Yo, Adrian, My Diaper's Full

Sorry for the long break. We were on a post-Thanksgiving beach vacation, and I try not to broadcast over the world-wide web that my home will be empty for a couple of weeks. Good heavens, what if someone broke in and stole my...wait, I just realized I don't have anything worth stealing...How about my recliner? That's it, I have to maintain full radio silence while on vacation in order to protect my recliner! How depressing and pitiful.

Speaking of depressing and pitiful, I saw an ad this week for the next installment in Sylvester Stallone's "Rocky" series. I think in this one he goes nuts and pummels to death a nursing home orderly for turning off the TV in the middle of "Murder She Wrote."

Here's something I found highly amusing about all this. As I recounted ad nauseum here, my son and I went back to St. Louis in October to watch the Cardinals win the World Series. While we were staying with my folks there, my mom pulled out some old copies of the now-defunct Globe-Democrat newspaper we had saved from the last time the Redbirds had won the World Series when I was in middle school back in 1982.

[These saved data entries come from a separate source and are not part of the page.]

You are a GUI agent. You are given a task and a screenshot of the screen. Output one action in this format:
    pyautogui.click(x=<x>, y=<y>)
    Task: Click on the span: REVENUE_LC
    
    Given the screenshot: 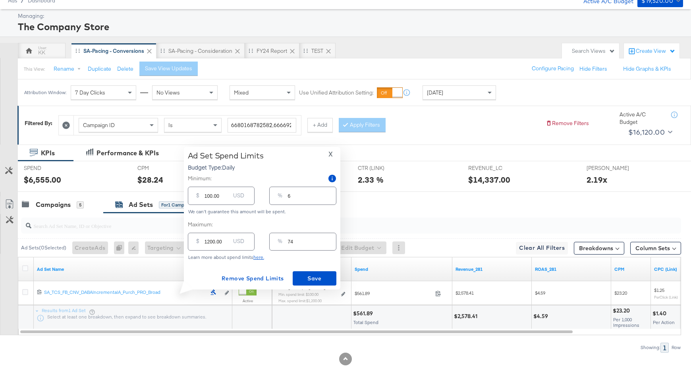 What is the action you would take?
    pyautogui.click(x=498, y=168)
    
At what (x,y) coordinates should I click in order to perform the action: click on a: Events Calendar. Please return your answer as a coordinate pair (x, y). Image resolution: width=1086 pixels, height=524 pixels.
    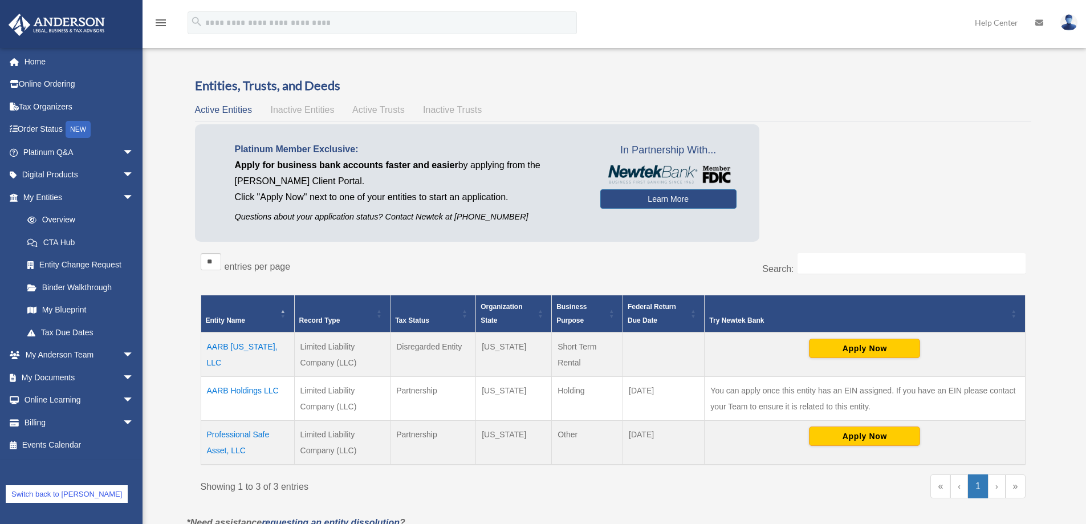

I always find it fun to read through old newspapers to see what was big at the time, how much things cost, etc. One of the October '82 papers had a little entertainment section in it. As I read through it, I found a blurb about the film "Rocky III," which had been the big hit that summer, and the future possibility of even more films. And then came the best part. The article asked the question: Isn't this premise getting a little bit worn, and isn't Sylvester Stallone too old to be carrying this boxing thing off much longer? Keep in mind, this was written 24 years ago. He's 60 now.

"Rocky VI: Permanent Brain Damage," coming to theaters this Christmas!